The fundamental flaw in option #2 is not that the motives of government bureaucrats or those seeking to work in creating such a system are tainted over time (though indeed they may be); nor is it in the idea of mistakes or inefficiencies of the method creating maddening waste (i.e. socialism versus democracy versus dictatorships).  The fundamental flaw in a nationwide government-ordered and administered attempt to ease poverty versus a multitude of private or religious entities attempting the same is found in one root issue – the degree of anonymity of the varied giving tolerated by one and impossible in the other.   At first blush, transparency seems to be an inherent good.  Yet in philanthropy it can create all manner of havoc.  

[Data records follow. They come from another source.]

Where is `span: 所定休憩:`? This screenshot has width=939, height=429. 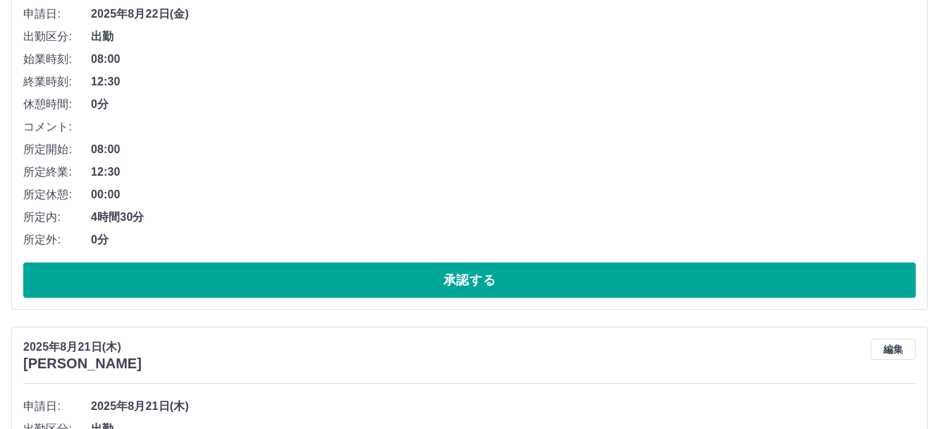
span: 所定休憩: is located at coordinates (57, 195).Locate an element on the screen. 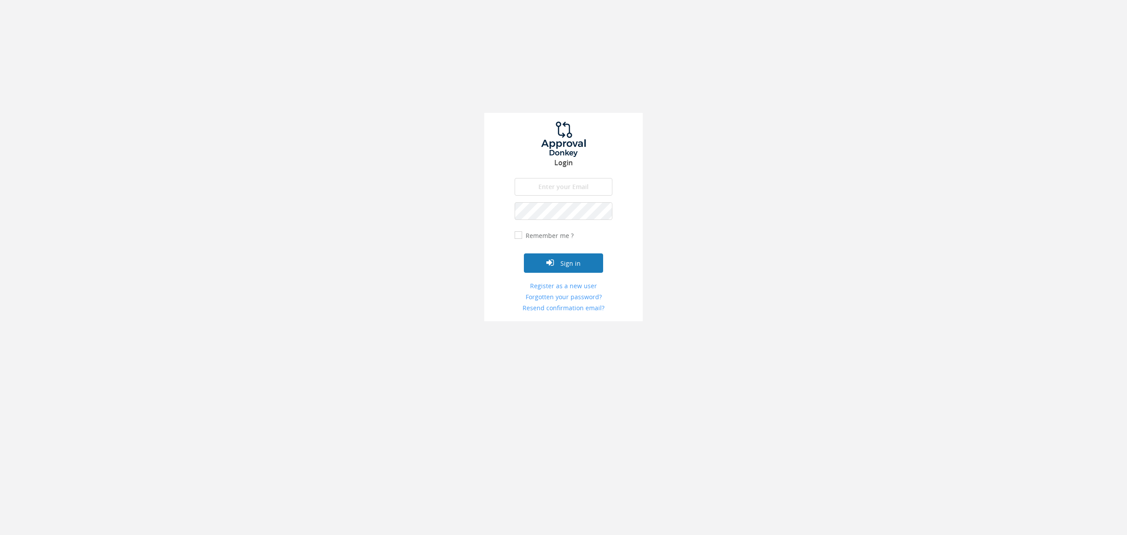 The height and width of the screenshot is (535, 1127). img: logo.png is located at coordinates (564, 139).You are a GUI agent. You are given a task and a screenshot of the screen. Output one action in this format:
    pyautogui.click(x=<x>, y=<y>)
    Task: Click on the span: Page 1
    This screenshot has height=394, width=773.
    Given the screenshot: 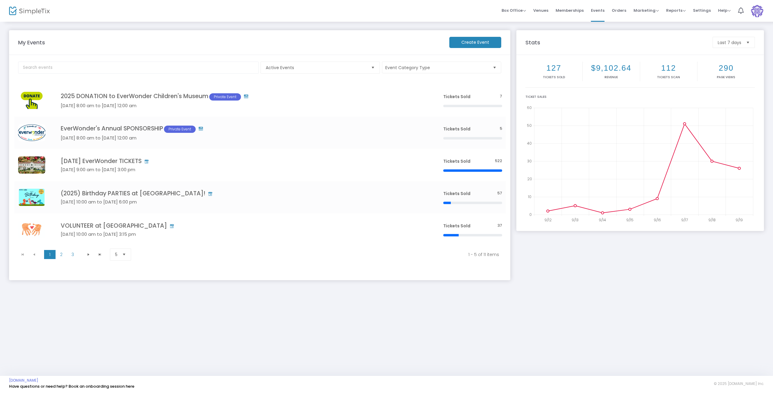 What is the action you would take?
    pyautogui.click(x=50, y=255)
    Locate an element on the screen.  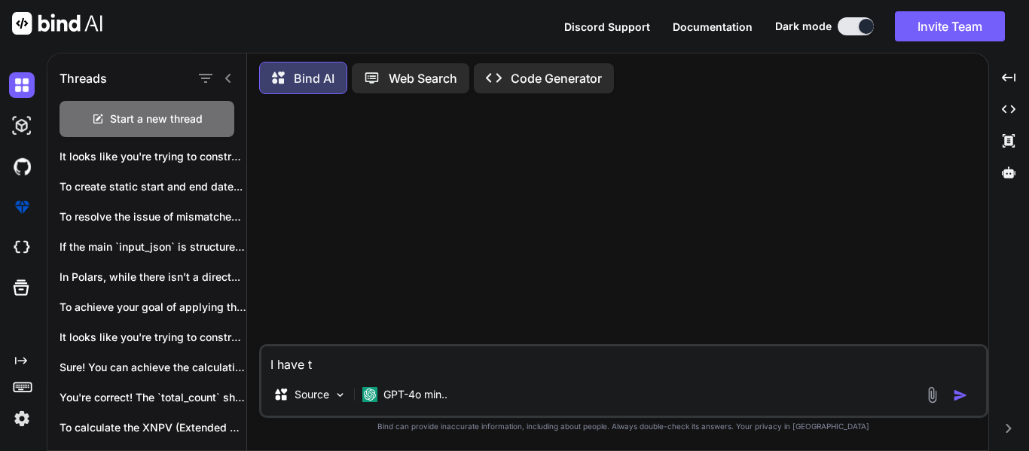
img: GPT-4o mini is located at coordinates (370, 395).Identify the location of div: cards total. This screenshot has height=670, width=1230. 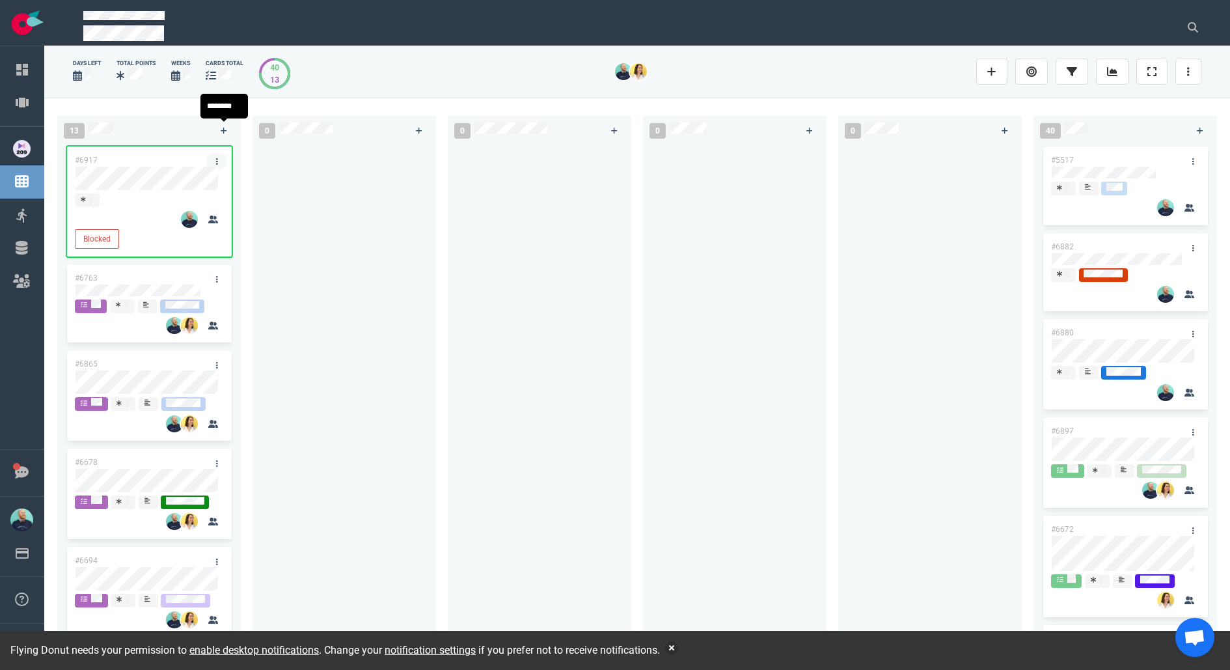
(225, 63).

While it is true that in private or religious charity in times of old, there was not absolute anonymity.  The church knew (to some degree) who was giving and who was not; and frequently the aristocracy rumor-mill churned on information at cursory levels about the subject.  In addition, history shows many times when private philanthropy underperformed its spiritual mandate of compassion.  Under the category of ‘all institutions have issues’, certainly there are several times in history where spirit based philanthropic endeavor had a stain or two.  But, then again utopian government systems of compassion have given history some spectacular fireworks of failures as well.

In considering the past 50 years, it may seem the two modes might coexist since it is true that much anonymous giving still occurs in government-run welfare states like the US today.  Anonymous giving does occur at times, especially when local urgent matters reveal the slow horrific waste of energy and enforcement effort inside the bureaucracies tabulating what is “fair”, or keeping track of the penalties and interest, and mechanisms for coercion etc.  But neither waste, nor abuse of power destroy the ability for the modes to coexist.  

The crux that separates them remains the anonymity issue and its ability to allow variability of giving.  And the reason it is the crux is due to the larger societal consequences over time.  When the giver is giving by force of governmental edict and loses his anonymity it lessens the spiritual force of the obligations inherent in his blessings.  He no longer “gives”, but rather obeys, and spiritually he suffers.   And equally destructive is how the despondent and needy emotionally receive such extractions.  No longer do they receive from an anonymous philanthropic donor to whom they might attach some measure of nobility or to whom they might show gratitude.  Rather, the flaws obvious to all in those rich who only gave in obedience to a law, make gratitude to them or anyone less possible.    

Over a long haul, governmental welfare requires not the gratitude of the recipients of aid, but rather two things: A) their vote, and B) the clamor of their continued declarations of need and entitlement to something which was supposed to be theirs already.  Government run welfare enlarges the “I” component of both the blessed and the needy in a more divisive way.  Egos of both get larger and more polarized; with fatter and mutually advertised feelings of self-worth.  Within 2-3 generations, they wind up unable to share space together.  

This polarization leads to twin evil desires, neither attainable nor realistic: For the rich this polarization leads them to unreasonably wish for the poor to take care of themselves or be gone – for them either to embrace hard work or expire.  For the poor this polarization leads them to want the goods of the rich through confiscation or violence, and then they find themselves unable to duplicate it in subsequent times.

In the end, a poor man with a club sipping a gift of soup gratefully while looking at a rich man across the room, is a grateful poor man with a club.  But a poor man with a club sipping soup he is entitled to, taken from a rich man against his will by force of a resisted law, will eventually be looking either at a dead rich man next to a bloody club, or an empty chair where once there was a blessed man who fled to safety and shares his future blessings with someone less murderous and more likely to be grateful to God.